The tape in the reporter’s recorder was about used up when I finished. In the last few minutes she turned to Jim Peters and asked him a few questions about his humanitarian desires for being back in Belgrade. I thanked God on the way out of the office for the way the interview had gone and the fact that however the article might come out I would be safely on my way home before it came out in print!

Olga and Alexander were at the Moskva Hotel when we returned. They wanted us to go to dinner with them at the home of some of their dear friends, Professor Brana Popovic and his wife Olja. Sunday, the doctor and his wife would be leaving Belgrade for Toronto, Ontario, Canada where the professor would be undergoing some radical cancer surgery. They were wonderful and warm people who are highly educated and had a daughter who lived in Boulder, Colorado where she was a professor of electrical engineering at the University of Colorado. The senior professor Popovic was Serbian and had just been dismissed from his University position after many, many years, because of his opposition views against Slobodan Milosevic.

We ate outside in a lovely garden.
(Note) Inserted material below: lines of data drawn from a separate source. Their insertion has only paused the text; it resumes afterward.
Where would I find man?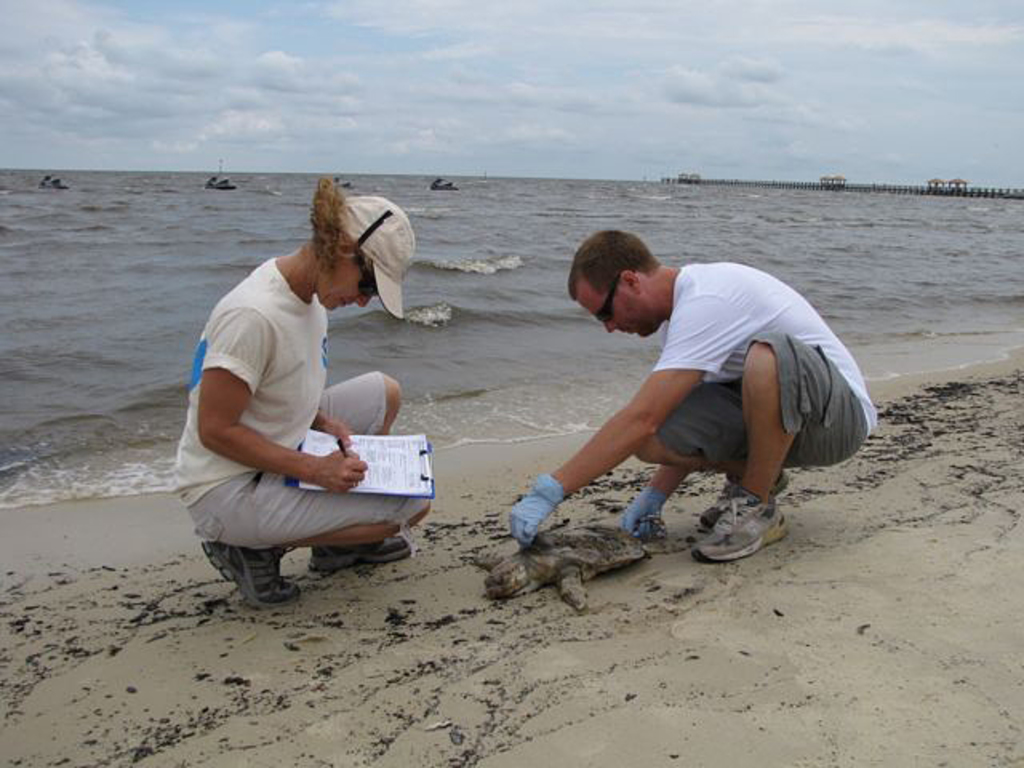
At (504, 227, 875, 570).
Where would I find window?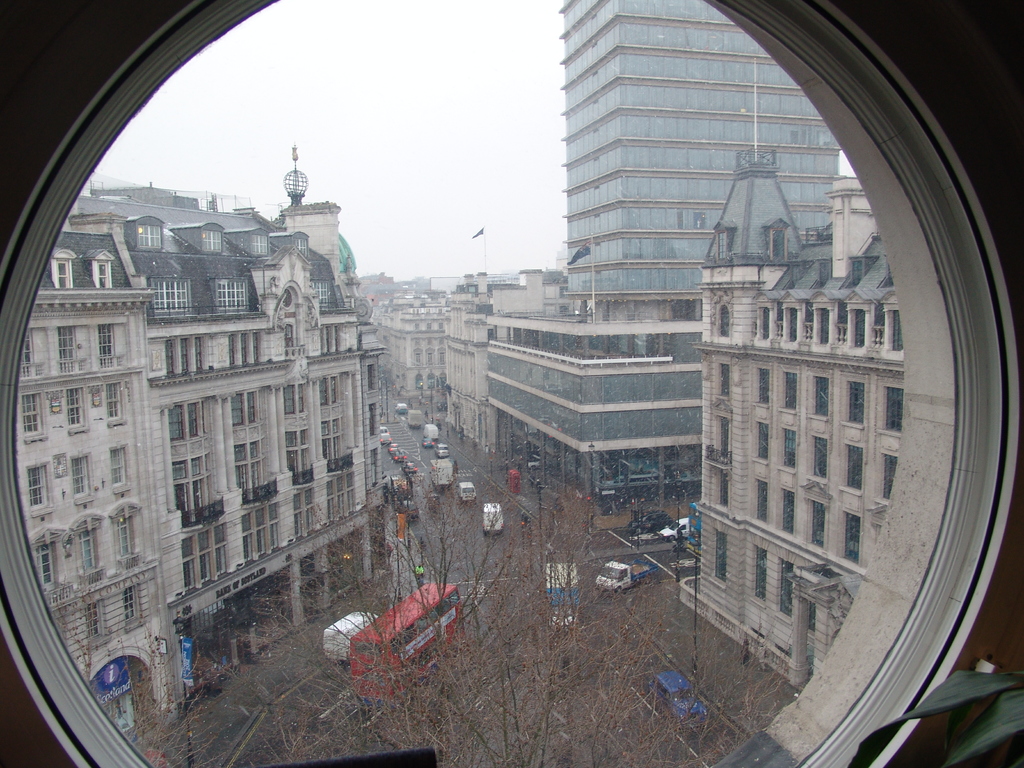
At l=96, t=321, r=117, b=367.
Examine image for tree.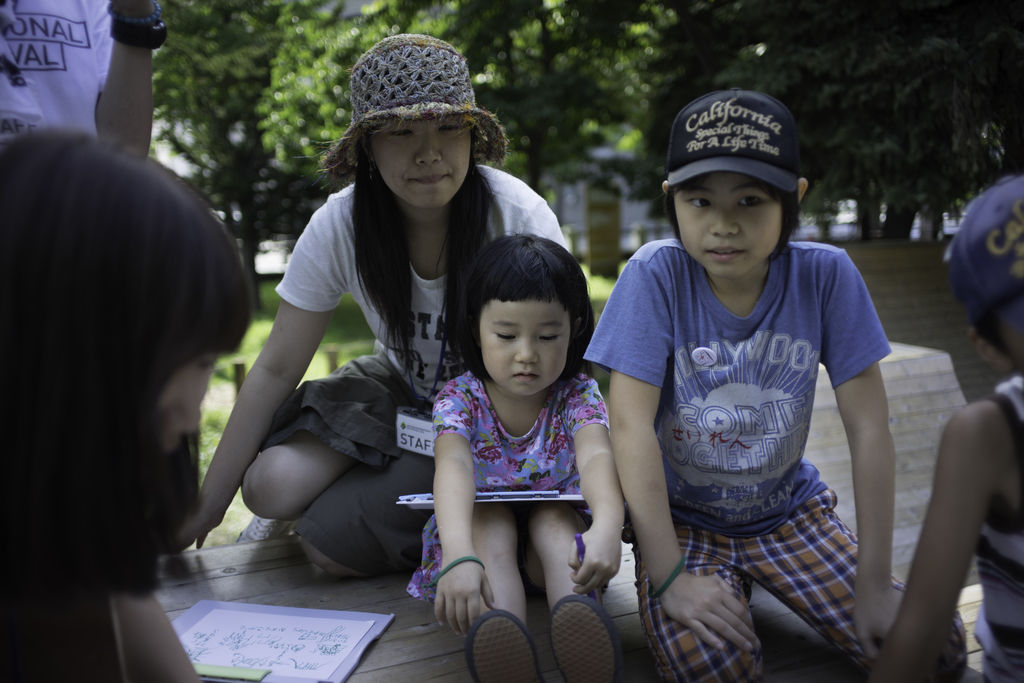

During the dinner, Alexander and Jim Peters related to the Popovics the incredible and highly unusual meeting we had earlier with the Yugoslav Minister of Health and how he was so moved that he nearly cried. “The story of what God did in your life has not been heard by our friends Brana and Olja Popovic, or by Olga. Please start at the very beginning and tell the entire story. We have never heard anything like it.” I agreed to tell the whole story again.

Dr. Brana Popovic commented at the end, “Thank you for sharing such a strong story with us. I don’t think I have heard such a story before. We are nearly consumed by the thoughts of politics and the need for change and we are terribly frustrated. But you, I believe, have found the answer. We must begin doing what we can to help others instead of being concentrated on political problems in either the Clinton Administration or the Milosevic government. We can do that. That is really the answer for our whole country.”